Sofia: Five Bulgarian nurses and a Palestinian doctor, convicted of infecting Libyan children with HIV, received presidential pardon on Tuesday as soon as they arrived in Sofia.
The medics, who spent more than eight years in a Libyan prison, were sentenced to life in prison in Libya for contaminating 400 children at a Benghazi hospital in the country.
The six arrived on board a plane with French first lady Cecilia Sarkozy and the EU's commissioner for foreign affairs Benita Ferrero-Waldner.
They were welcomed on the tarmac by family members who hugged them,one lifting the Palestinian doctor off the ground.
"I waited so long for this moment," nurse Snezhana Dimitrova said before falling in the arms of her loved ones.
Libya's foreign minister said the six medics were sent home after Libya signed a cooperation accord with the European Union. Another Libyan official had said the deal includes EU medical aid and political ties to Libya.
Bulgaria and its allies in Brussels and Washington have pushed for the release of the six, insisting that they are innocent.
French President Nicolas Sarkozy said no payment was made to Libya to secure the release of the six.
"I can quite simply confirm to you that neither Europe nor France have made the slightest financial contribution to Libya," he told a news conference in Paris.
Last week a Libyan judicial council commuted the death sentences against the six to life imprisonment after each of the victims' families received at least $1million settlement.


- _What you have to do_: Wherever an image appears in the entries, drop it and reproduce everything else exactly.

[Records supplied — start]

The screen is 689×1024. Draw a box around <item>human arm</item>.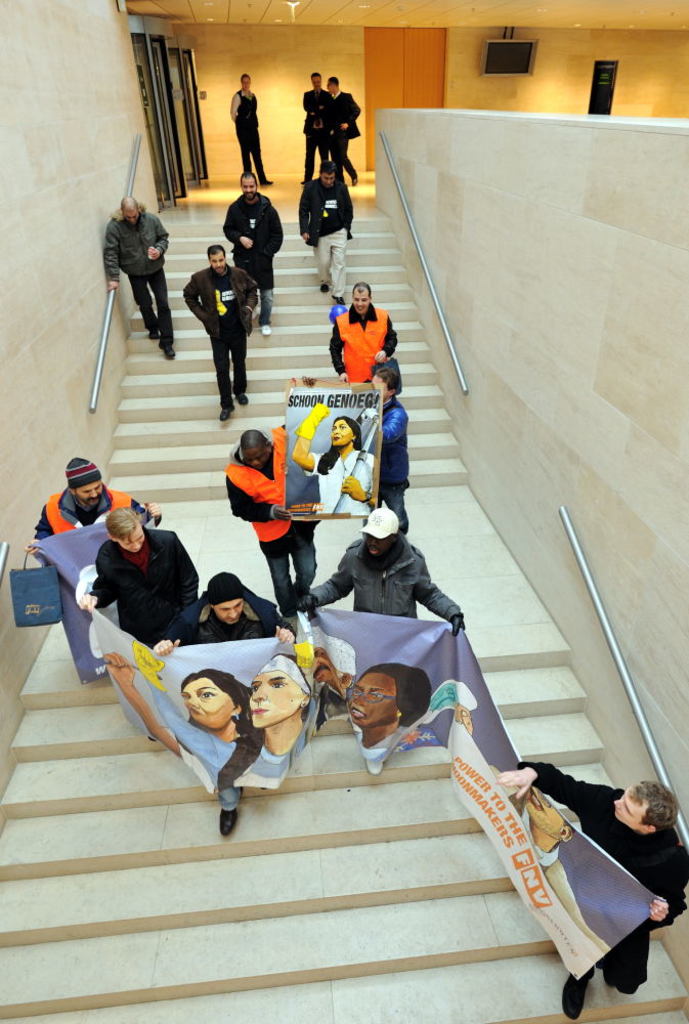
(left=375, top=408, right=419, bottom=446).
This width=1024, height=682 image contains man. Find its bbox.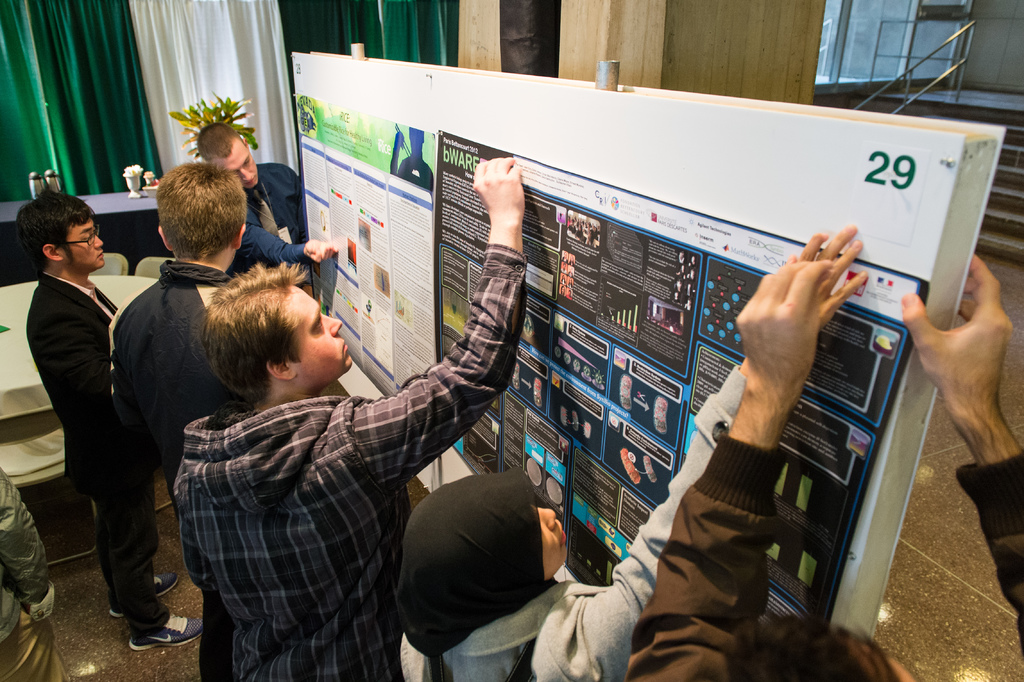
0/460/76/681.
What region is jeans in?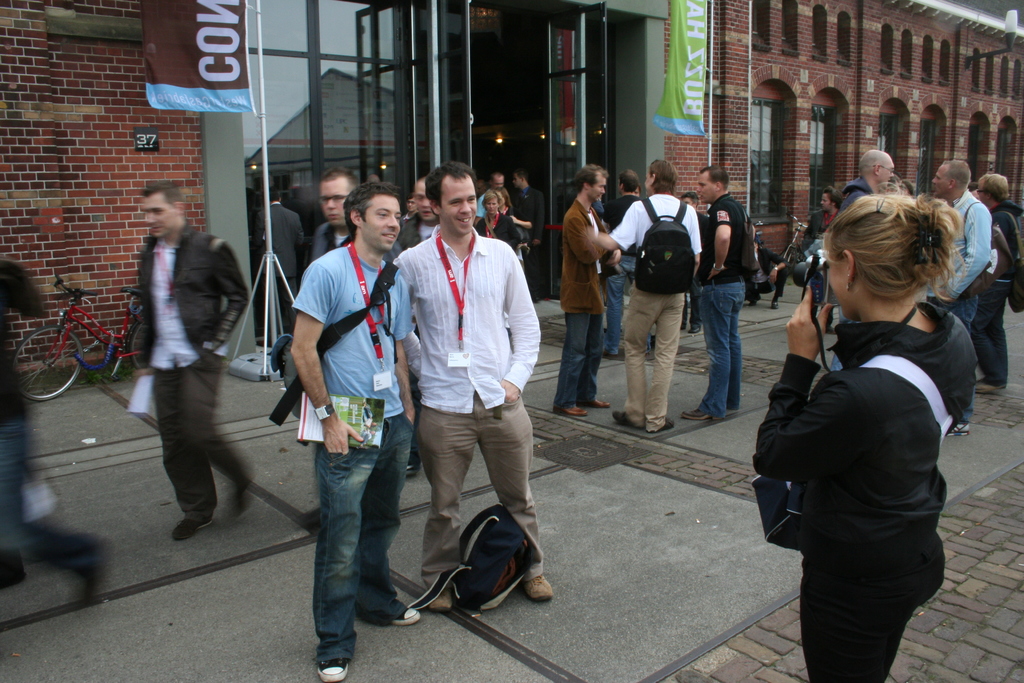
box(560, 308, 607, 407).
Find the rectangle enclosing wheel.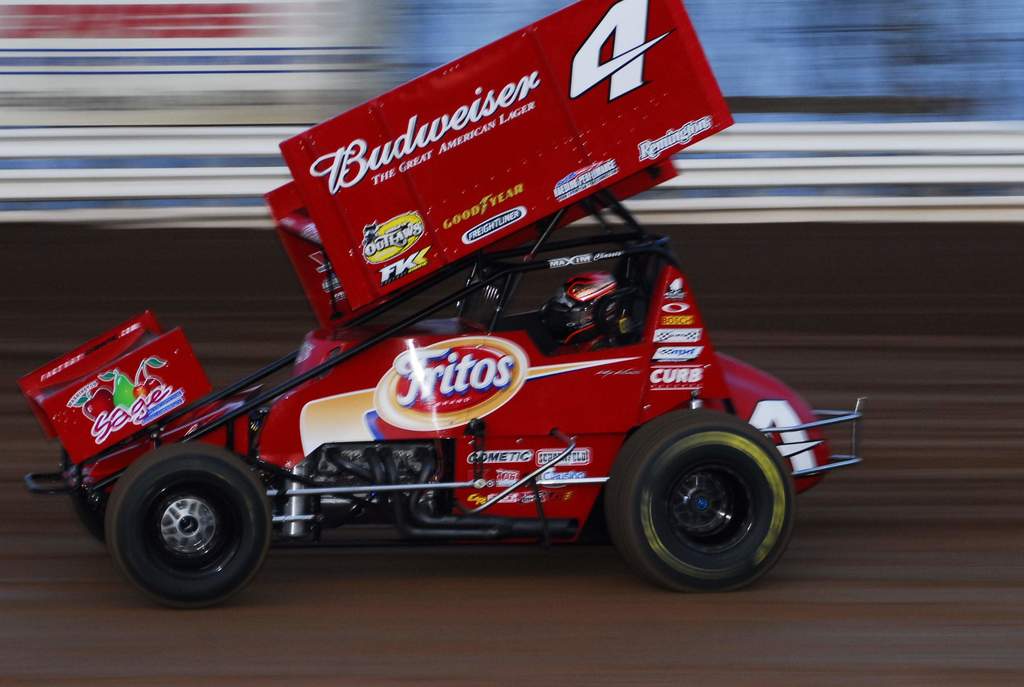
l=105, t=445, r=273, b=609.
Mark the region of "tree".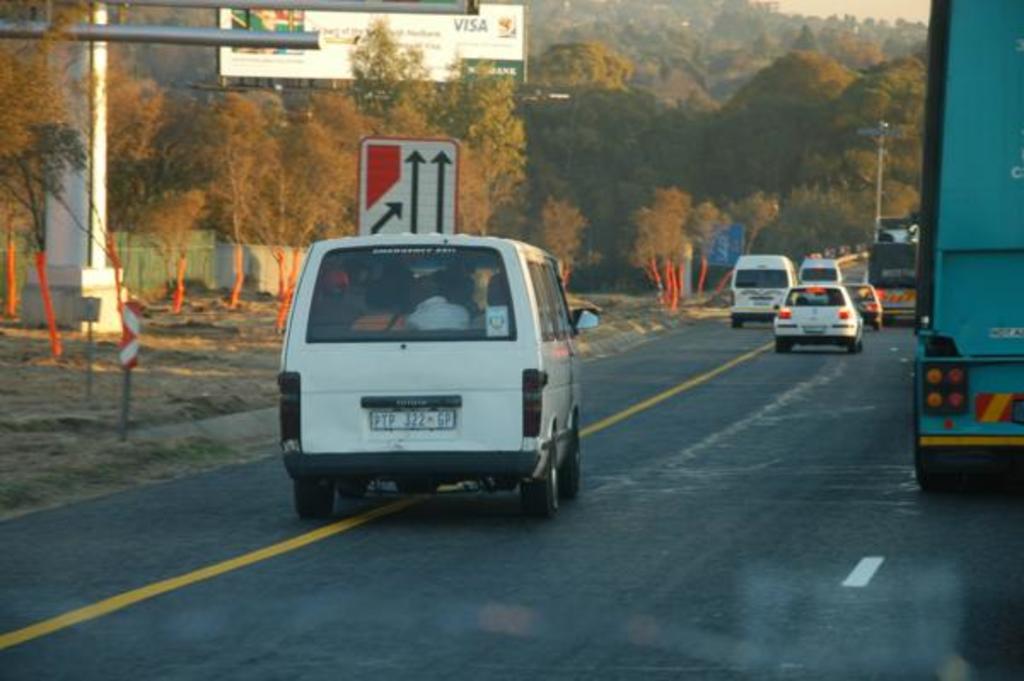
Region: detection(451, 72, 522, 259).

[Records supplied — finish]

- _Reply_:
The screen is 689×1024. Draw a box around <item>human arm</item>.
(left=375, top=408, right=419, bottom=446).
This width=1024, height=682 image contains man. Find its bbox.
0/460/76/681.
What region is jeans in?
box(560, 308, 607, 407).
Find the rectangle enclosing wheel.
l=105, t=445, r=273, b=609.
Mark the region of "tree".
Region: detection(451, 72, 522, 259).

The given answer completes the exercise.